Last week the Federal Trade Commission (FTC) sent warning letters to providers of environmental certification seals, and to businesses using those seals, alerting them to the Commission's concerns that the seals "could be considered deceptive and may not comply with the FTC's environmental marketing guidelines."

In the FTC's news release, Jessica Rich, Director of the FTC's Bureau of Consumer Protection, indicated that "environmental seals and certifications matter to people who want to shop green." "But if the seals' claims are broader than the products' benefits, they can deceive people."

In 2012, the FTC published its Guides for the Use of Environmental Marketing Claims (Green Guides).

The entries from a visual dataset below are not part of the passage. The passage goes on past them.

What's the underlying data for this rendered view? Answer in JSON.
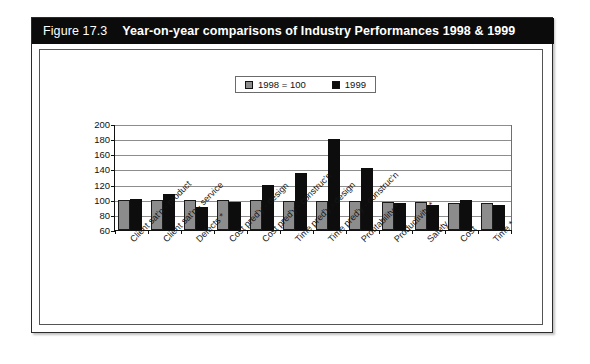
{
  "figure": {
    "number": "Figure 17.3",
    "title": "Year-on-year comparisons of Industry Performances 1998 & 1999"
  },
  "legend": {
    "position": "top-center",
    "entries": [
      {
        "label": "1998 =  100",
        "color": "#8c8c8c",
        "swatch": "gray-square-icon"
      },
      {
        "label": "1999",
        "color": "#0d0d0d",
        "swatch": "black-square-icon"
      }
    ]
  },
  "axis": {
    "y_ticks": [
      "200",
      "180",
      "160",
      "140",
      "120",
      "100",
      "80",
      "60"
    ]
  },
  "chart_data": {
    "type": "bar",
    "title": "Year-on-year comparisons of Industry Performances 1998 & 1999",
    "xlabel": "",
    "ylabel": "",
    "ylim": [
      60,
      200
    ],
    "ytick_step": 20,
    "grid": true,
    "legend_position": "top-center",
    "categories": [
      "Client sat'n - product",
      "Client sat'n - service",
      "Defects *",
      "Cost pred'y - design",
      "Cost pred'y - construc'n",
      "Time pred'y - design",
      "Time pred'y - construc'n",
      "Profitability *",
      "Productivity *",
      "Safety",
      "Cost",
      "Time *"
    ],
    "series": [
      {
        "name": "1998 =  100",
        "color": "#8c8c8c",
        "values": [
          100,
          100,
          99,
          99,
          99,
          98,
          98,
          98,
          97,
          97,
          96,
          96
        ]
      },
      {
        "name": "1999",
        "color": "#0d0d0d",
        "values": [
          101,
          108,
          91,
          97,
          120,
          135,
          180,
          142,
          96,
          93,
          99,
          93
        ]
      }
    ]
  }
}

The FTC had first issued the Green Guides in 1992 to help marketers ensure that claims they made were true and substantiated. The Green Guides provide: 1) general principles that apply to all environmental marketing claims; 2) how consumers are likely to interpret particular claims and how marketers can substantiate these claims; and 3) how marketers can qualify their claims to avoid deceiving consumers. The FTC had revised the Green Guides in 1996 and 1998, and in 2010 it proposed the current revisions.

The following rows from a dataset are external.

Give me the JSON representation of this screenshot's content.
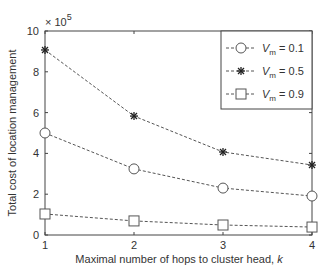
{
  "chart_data": {
    "type": "line",
    "title": "",
    "xlabel": "Maximal number of hops to cluster head, k",
    "xlabel_main": "Maximal number of hops to cluster head, ",
    "xlabel_var": "k",
    "ylabel": "Total cost of location management",
    "y_multiplier": "× 10",
    "y_multiplier_exp": "5",
    "x": [
      1,
      2,
      3,
      4
    ],
    "xticks": [
      "1",
      "2",
      "3",
      "4"
    ],
    "yticks": [
      "0",
      "2",
      "4",
      "6",
      "8",
      "10"
    ],
    "xlim": [
      1,
      4
    ],
    "ylim": [
      0,
      10
    ],
    "grid": false,
    "legend_position": "upper right",
    "series": [
      {
        "name": "V_m = 0.1",
        "label_var": "V",
        "label_sub": "m",
        "label_val": "= 0.1",
        "marker": "circle",
        "values": [
          5.0,
          3.24,
          2.3,
          1.91
        ]
      },
      {
        "name": "V_m = 0.5",
        "label_var": "V",
        "label_sub": "m",
        "label_val": "= 0.5",
        "marker": "star",
        "values": [
          9.07,
          5.83,
          4.07,
          3.43
        ]
      },
      {
        "name": "V_m = 0.9",
        "label_var": "V",
        "label_sub": "m",
        "label_val": "= 0.9",
        "marker": "square",
        "values": [
          1.03,
          0.69,
          0.49,
          0.39
        ]
      }
    ],
    "colors": {
      "line": "#555555",
      "axis": "#444444"
    }
  }
}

The Green Guides address environmental claims, namely renewable material claims, renewable energy claims, and carbon-offset claims. They also clarify and supplement existing guidance on general environmental benefit claims, ozone-safe, compostable, degradable, recyclable, recycled content, source reduction, refillable, and free-of/non-toxic claims, and the use of certifications and seals of approval. While during the rulemaking some public comments had requested that the FTC add a section to the Green Guides discussing organic and natural claims, the FTC declined because the Food and Drug Administration (FDA) and United States Department of Agriculture (USDA) also regulate the use of those terms.

The Green Guides were published at 16 CFR Part 260. As guidance documents they do not have the force and effect of law and are not independently enforceable. The FTC can, however, take action under Section 5 of the FTC Act, which prohibits unfair or deceptive practices, if a marketer makes an environmental claim inconsistent with the Green Guides.

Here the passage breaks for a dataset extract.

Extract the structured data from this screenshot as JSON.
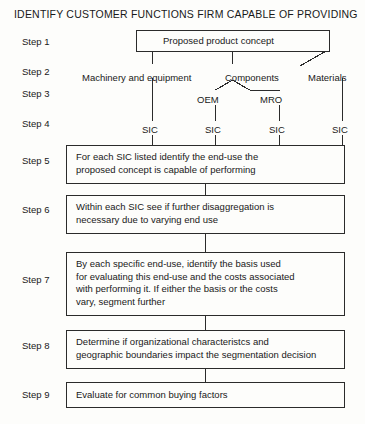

Green seals and certifications, if not used clearly, can inadvertently deceive consumers by conveying something about a product that is not true. The FTC's news release about the warning letters this week explains that unqualified general environmental benefit claims such as "green" and "eco-friendly" convey a "broad range of attributes, and that almost no product could have them all." The Green Guides require that green claims be properly qualified, and provide some examples of how to create a seal or certificate to avoid deceiving consumers.

With this new round of ongoing enforcement proceedings and warnings relating to the Green Guides (see our previous blog about earlier FTC enforcement activities), manufacturers, distributors, and sellers of products should look closely at their marketing materials and "green" claims. Make sure now that your claims are substantiated, before the FTC comes calling.